April

The Case of the Gloves

EP Editorial Staff | April 1, 2001

bob_williamson

Robert M. Williamson, Strategic Work Systems, Inc.

It was on the afternoon shift that an overloaded maintenance mechanic took time to “think” about what he was really doing for the company, to use some of the “empowerment” and “improvement” training he had been given. He realized he was responsible for eight machines, each with eight positions, with an operator tending each machine.

Usually, this mechanic was assigned two types of work: major repair and minor/routine maintenance. But whenever he is doing minor/routine maintenance, he cannot be doing major repairs. When he is not doing major repairs, the maintenance department management gets on his back to work faster. When he spends time on major repairs, the production department management and the operators are on his back because they cannot get “pounds out the door.”

For the mechanic, this was an ever-present, perplexing problem to which he believed there must be a better way. Then it hit him! “What if I teach the operators to do some of the minor/routine maintenance themselves, especially the kind that requires just a few hand tools?” The operators were very receptive. When their eight positions were down, management hounded them, and their work was much more difficult.

The mechanic knew that on the afternoon shift, he could do the training, the operators could do the minor/routine repairs, and no one else would need to know. If he asked the union and management for permission, he probably would get shot down.

The mechanic began preparing. He got several wrenches and screwdrivers and some small parts, and began to teach the operators how to do just the basics to keep their machine positions running product. The operators, with some coaching, quickly were making minor repairs. Production output nearly doubled. The mechanic was able to get all of his major repairs done on time or ahead of time. This allowed him to help the operators with their maintenance skills and teach them a little more. All was great.

Until… the inspection department started rejecting more and more product because of grease on the outer layers of the white material they were producing—and only on the afternoon shift. Management found that operators were getting grease on their gloves when they did minor repairs, and when they handled the product, it, too, got greasy. Management decided this must stop: “No more maintenance work by operators!”

The mechanic’s workload doubled. All of it couldn’t be done on shift. Production volumes went down because more positions were not operating while they waited for the mechanic.

Afternoon shift mechanics and operators are very resourceful. They got two pairs of gloves: one for operating and changing product and another for doing minor repairs. Production levels went back up, and the mechanic’s repair work got done on time. This sharing of tasks and teamwork contributed to higher levels of productivity and quality for months.

Until… someone in the accounting office noticed how much the afternoon shift was spending on gloves. “This can’t continue,” management stated. “Operators are supposed to operate, and mechanics are supposed to fix. And besides, look at what has happened to our Glove Budget.”

Well, the “empowerment” and “improvement” training the afternoon-shift employees had been given over the past few years and the improvements they made on their own seemed to go together. “If only our leadership had the same training. If only they had believed what we were being trained to do. If only…”

Now, the company and plant management have discovered Total Productive Maintenance (TPM). They see TPM as a way to build a “sense of equipment ownership among the operators and build teamwork with maintenance.” The thought of involving operators in minor maintenance was a major breakthrough in management’s thinking. “Now,” management asks, “just how do we get operators and maintenance mechanics working together on their equipment?”

Author’s note: This is a true story. Not only did the company lose the production and maintenance gains from the work group’s “experiment” but it also lost credibility—the credibility that it truly believed in empowerment and improvement, past, present, and future. Management recognized not the business and teamwork gains, but rather the deviations from traditional management/work paradigms. MT


 

Robert Williamson of Strategic Work Systems, Inc., Mill Spring, NC, is an author, workplace educator, and consultant with more than 27 years’ experience in improving the people side of manufacturing and maintenance with many Fortune 500 companies.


Required action: Exact retyping of the data: please keep every word and drop each picture.

Stored records
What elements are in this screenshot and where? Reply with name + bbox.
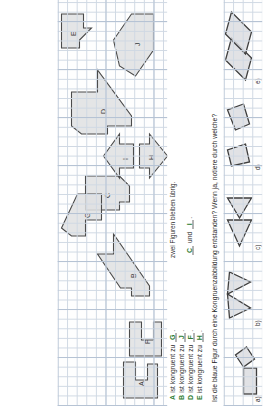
answer-row-2[interactable]: D ist kongruent zu F . <box>187 330 196 400</box>
answer-period: . <box>169 330 176 332</box>
figure-bank-panel: A B C D E <box>58 0 168 406</box>
answer-period: . <box>187 330 194 332</box>
answer-right-letter: H <box>196 333 204 342</box>
answer-phrase: ist kongruent zu <box>169 345 176 393</box>
answer-phrase: ist kongruent zu <box>196 345 203 393</box>
answer-row-1[interactable]: B ist kongruent zu J . <box>178 330 187 400</box>
graph-grid-major-top <box>58 0 168 406</box>
leftover-period: . <box>186 217 193 219</box>
answer-left-letter: E <box>196 395 203 400</box>
leftover-row[interactable]: C und I . <box>186 217 195 256</box>
leftover-note: zwei Figuren bleiben übrig. <box>169 182 176 258</box>
answer-left-letter: B <box>178 395 185 400</box>
answer-lines-panel: A ist kongruent zu G . B ist kongruent z… <box>168 0 206 406</box>
answer-period: . <box>178 330 185 332</box>
answer-row-3[interactable]: E ist kongruent zu H . <box>196 330 205 400</box>
leftover-second-letter: I <box>186 220 194 229</box>
leftover-conjunction: und <box>186 232 193 243</box>
worksheet-page: A B C D E <box>58 0 206 406</box>
answer-phrase: ist kongruent zu <box>178 345 185 393</box>
answer-left-letter: A <box>169 395 176 400</box>
answer-phrase: ist kongruent zu <box>187 345 194 393</box>
answer-right-letter: G <box>169 333 177 342</box>
answer-right-letter: F <box>187 333 195 342</box>
answer-left-letter: D <box>187 395 194 400</box>
answer-period: . <box>196 330 203 332</box>
answer-row-0[interactable]: A ist kongruent zu G . <box>169 330 178 400</box>
leftover-first-letter: C <box>186 246 194 255</box>
answer-right-letter: J <box>178 333 186 342</box>
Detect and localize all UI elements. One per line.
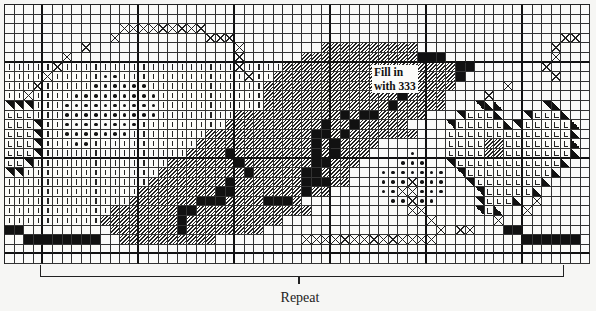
grid-cell xyxy=(427,159,437,169)
grid-cell xyxy=(5,245,15,255)
grid-cell xyxy=(418,111,428,121)
grid-cell xyxy=(552,15,562,25)
grid-row xyxy=(5,197,590,207)
grid-row xyxy=(5,130,590,140)
grid-cell xyxy=(341,168,351,178)
grid-cell xyxy=(494,149,504,159)
grid-cell xyxy=(552,63,562,73)
grid-cell xyxy=(379,15,389,25)
grid-cell xyxy=(437,245,447,255)
grid-cell xyxy=(111,53,121,63)
grid-cell xyxy=(360,197,370,207)
grid-cell xyxy=(5,111,15,121)
grid-cell xyxy=(274,34,284,44)
grid-cell xyxy=(264,111,274,121)
grid-cell xyxy=(72,254,82,264)
grid-cell xyxy=(226,130,236,140)
grid-cell xyxy=(72,159,82,169)
grid-cell xyxy=(283,34,293,44)
grid-cell xyxy=(446,130,456,140)
grid-cell xyxy=(178,91,188,101)
grid-cell xyxy=(331,43,341,53)
grid-cell xyxy=(34,82,44,92)
grid-cell xyxy=(408,235,418,245)
grid-cell xyxy=(235,63,245,73)
grid-cell xyxy=(322,111,332,121)
grid-cell xyxy=(235,235,245,245)
grid-cell xyxy=(494,197,504,207)
grid-cell xyxy=(389,216,399,226)
grid-cell xyxy=(5,43,15,53)
grid-cell xyxy=(523,53,533,63)
grid-row xyxy=(5,101,590,111)
grid-cell xyxy=(398,130,408,140)
grid-cell xyxy=(264,91,274,101)
grid-cell xyxy=(581,120,591,130)
grid-cell xyxy=(149,254,159,264)
grid-cell xyxy=(533,101,543,111)
grid-cell xyxy=(504,120,514,130)
grid-cell xyxy=(523,15,533,25)
grid-cell xyxy=(101,34,111,44)
grid-cell xyxy=(206,149,216,159)
grid-cell xyxy=(24,245,34,255)
grid-cell xyxy=(581,149,591,159)
grid-cell xyxy=(5,159,15,169)
grid-cell xyxy=(341,24,351,34)
grid-cell xyxy=(178,130,188,140)
grid-cell xyxy=(235,5,245,15)
grid-cell xyxy=(168,34,178,44)
grid-cell xyxy=(494,34,504,44)
grid-cell xyxy=(456,24,466,34)
grid-cell xyxy=(581,159,591,169)
grid-cell xyxy=(418,72,428,82)
grid-cell xyxy=(533,43,543,53)
grid-cell xyxy=(53,206,63,216)
grid-cell xyxy=(504,226,514,236)
grid-cell xyxy=(216,120,226,130)
grid-cell xyxy=(168,101,178,111)
grid-cell xyxy=(226,120,236,130)
stitch-chart xyxy=(4,4,590,268)
grid-cell xyxy=(264,130,274,140)
grid-cell xyxy=(475,43,485,53)
grid-cell xyxy=(24,120,34,130)
grid-cell xyxy=(63,197,73,207)
grid-cell xyxy=(34,24,44,34)
grid-cell xyxy=(494,159,504,169)
grid-cell xyxy=(523,216,533,226)
grid-cell xyxy=(120,168,130,178)
grid-cell xyxy=(15,43,25,53)
grid-cell xyxy=(418,254,428,264)
grid-cell xyxy=(446,34,456,44)
grid-cell xyxy=(427,197,437,207)
grid-cell xyxy=(235,197,245,207)
grid-cell xyxy=(91,15,101,25)
grid-cell xyxy=(466,72,476,82)
grid-cell xyxy=(456,168,466,178)
grid-cell xyxy=(485,82,495,92)
grid-cell xyxy=(437,53,447,63)
grid-cell xyxy=(418,5,428,15)
grid-cell xyxy=(437,216,447,226)
grid-cell xyxy=(466,178,476,188)
grid-cell xyxy=(43,226,53,236)
grid-cell xyxy=(389,178,399,188)
grid-cell xyxy=(34,91,44,101)
grid-cell xyxy=(245,235,255,245)
grid-cell xyxy=(5,101,15,111)
grid-cell xyxy=(197,245,207,255)
grid-cell xyxy=(408,226,418,236)
grid-cell xyxy=(130,130,140,140)
grid-cell xyxy=(130,235,140,245)
grid-cell xyxy=(235,159,245,169)
grid-cell xyxy=(235,149,245,159)
grid-cell xyxy=(312,120,322,130)
grid-cell xyxy=(379,226,389,236)
grid-cell xyxy=(571,120,581,130)
grid-cell xyxy=(437,139,447,149)
grid-cell xyxy=(494,235,504,245)
grid-cell xyxy=(331,139,341,149)
grid-cell xyxy=(226,72,236,82)
grid-cell xyxy=(418,91,428,101)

Solution:
What elements are in this screenshot and where? Reply with name + bbox.
answer-row-2[interactable]: D ist kongruent zu F . <box>187 330 196 400</box>
answer-period: . <box>169 330 176 332</box>
figure-bank-panel: A B C D E <box>58 0 168 406</box>
answer-period: . <box>187 330 194 332</box>
answer-right-letter: H <box>196 333 204 342</box>
answer-phrase: ist kongruent zu <box>169 345 176 393</box>
answer-phrase: ist kongruent zu <box>196 345 203 393</box>
answer-row-1[interactable]: B ist kongruent zu J . <box>178 330 187 400</box>
graph-grid-major-top <box>58 0 168 406</box>
leftover-period: . <box>186 217 193 219</box>
answer-left-letter: E <box>196 395 203 400</box>
leftover-row[interactable]: C und I . <box>186 217 195 256</box>
leftover-note: zwei Figuren bleiben übrig. <box>169 182 176 258</box>
answer-left-letter: B <box>178 395 185 400</box>
answer-lines-panel: A ist kongruent zu G . B ist kongruent z… <box>168 0 206 406</box>
answer-period: . <box>178 330 185 332</box>
answer-row-3[interactable]: E ist kongruent zu H . <box>196 330 205 400</box>
leftover-second-letter: I <box>186 220 194 229</box>
leftover-conjunction: und <box>186 232 193 243</box>
worksheet-page: A B C D E <box>58 0 206 406</box>
answer-phrase: ist kongruent zu <box>178 345 185 393</box>
answer-left-letter: A <box>169 395 176 400</box>
answer-phrase: ist kongruent zu <box>187 345 194 393</box>
answer-right-letter: G <box>169 333 177 342</box>
answer-right-letter: F <box>187 333 195 342</box>
answer-left-letter: D <box>187 395 194 400</box>
answer-period: . <box>196 330 203 332</box>
answer-row-0[interactable]: A ist kongruent zu G . <box>169 330 178 400</box>
leftover-first-letter: C <box>186 246 194 255</box>
answer-right-letter: J <box>178 333 186 342</box>
Detect and localize all UI elements. One per line.
grid-cell xyxy=(427,159,437,169)
grid-cell xyxy=(5,245,15,255)
grid-cell xyxy=(418,111,428,121)
grid-cell xyxy=(552,15,562,25)
grid-row xyxy=(5,197,590,207)
grid-row xyxy=(5,130,590,140)
grid-cell xyxy=(341,168,351,178)
grid-cell xyxy=(494,149,504,159)
grid-cell xyxy=(552,63,562,73)
grid-cell xyxy=(379,15,389,25)
grid-cell xyxy=(437,245,447,255)
grid-cell xyxy=(111,53,121,63)
grid-cell xyxy=(360,197,370,207)
grid-cell xyxy=(5,111,15,121)
grid-cell xyxy=(274,34,284,44)
grid-cell xyxy=(264,111,274,121)
grid-cell xyxy=(72,254,82,264)
grid-cell xyxy=(226,130,236,140)
grid-cell xyxy=(72,159,82,169)
grid-cell xyxy=(283,34,293,44)
grid-cell xyxy=(446,130,456,140)
grid-cell xyxy=(178,91,188,101)
grid-cell xyxy=(331,43,341,53)
grid-cell xyxy=(34,82,44,92)
grid-cell xyxy=(408,235,418,245)
grid-cell xyxy=(235,63,245,73)
grid-cell xyxy=(322,111,332,121)
grid-cell xyxy=(235,235,245,245)
grid-cell xyxy=(494,197,504,207)
grid-cell xyxy=(389,216,399,226)
grid-cell xyxy=(5,43,15,53)
grid-cell xyxy=(523,53,533,63)
grid-row xyxy=(5,101,590,111)
grid-cell xyxy=(398,130,408,140)
grid-cell xyxy=(264,91,274,101)
grid-cell xyxy=(581,120,591,130)
grid-cell xyxy=(149,254,159,264)
grid-cell xyxy=(533,101,543,111)
grid-cell xyxy=(504,120,514,130)
grid-cell xyxy=(523,15,533,25)
grid-cell xyxy=(101,34,111,44)
grid-cell xyxy=(206,149,216,159)
grid-cell xyxy=(24,245,34,255)
grid-cell xyxy=(581,149,591,159)
grid-cell xyxy=(5,159,15,169)
grid-cell xyxy=(341,24,351,34)
grid-cell xyxy=(178,130,188,140)
grid-cell xyxy=(235,5,245,15)
grid-cell xyxy=(168,34,178,44)
grid-cell xyxy=(494,34,504,44)
grid-cell xyxy=(456,24,466,34)
grid-cell xyxy=(581,159,591,169)
grid-cell xyxy=(418,72,428,82)
grid-cell xyxy=(533,43,543,53)
grid-cell xyxy=(53,206,63,216)
grid-cell xyxy=(504,226,514,236)
grid-cell xyxy=(216,120,226,130)
grid-cell xyxy=(168,101,178,111)
grid-cell xyxy=(226,120,236,130)
stitch-chart xyxy=(4,4,590,268)
grid-cell xyxy=(264,130,274,140)
grid-cell xyxy=(475,43,485,53)
grid-cell xyxy=(24,120,34,130)
grid-cell xyxy=(63,197,73,207)
grid-cell xyxy=(34,24,44,34)
grid-cell xyxy=(494,159,504,169)
grid-cell xyxy=(523,216,533,226)
grid-cell xyxy=(120,168,130,178)
grid-cell xyxy=(15,43,25,53)
grid-cell xyxy=(418,254,428,264)
grid-cell xyxy=(446,34,456,44)
grid-cell xyxy=(427,197,437,207)
grid-cell xyxy=(235,197,245,207)
grid-cell xyxy=(91,15,101,25)
grid-cell xyxy=(466,72,476,82)
grid-cell xyxy=(456,168,466,178)
grid-cell xyxy=(485,82,495,92)
grid-cell xyxy=(437,53,447,63)
grid-cell xyxy=(418,5,428,15)
grid-cell xyxy=(437,216,447,226)
grid-cell xyxy=(466,178,476,188)
grid-cell xyxy=(43,226,53,236)
grid-cell xyxy=(389,178,399,188)
grid-cell xyxy=(34,91,44,101)
grid-cell xyxy=(245,235,255,245)
grid-cell xyxy=(5,101,15,111)
grid-cell xyxy=(197,245,207,255)
grid-cell xyxy=(408,226,418,236)
grid-cell xyxy=(130,130,140,140)
grid-cell xyxy=(130,235,140,245)
grid-cell xyxy=(235,159,245,169)
grid-cell xyxy=(235,149,245,159)
grid-cell xyxy=(312,120,322,130)
grid-cell xyxy=(379,226,389,236)
grid-cell xyxy=(571,120,581,130)
grid-cell xyxy=(437,139,447,149)
grid-cell xyxy=(494,235,504,245)
grid-cell xyxy=(331,139,341,149)
grid-cell xyxy=(226,72,236,82)
grid-cell xyxy=(418,91,428,101)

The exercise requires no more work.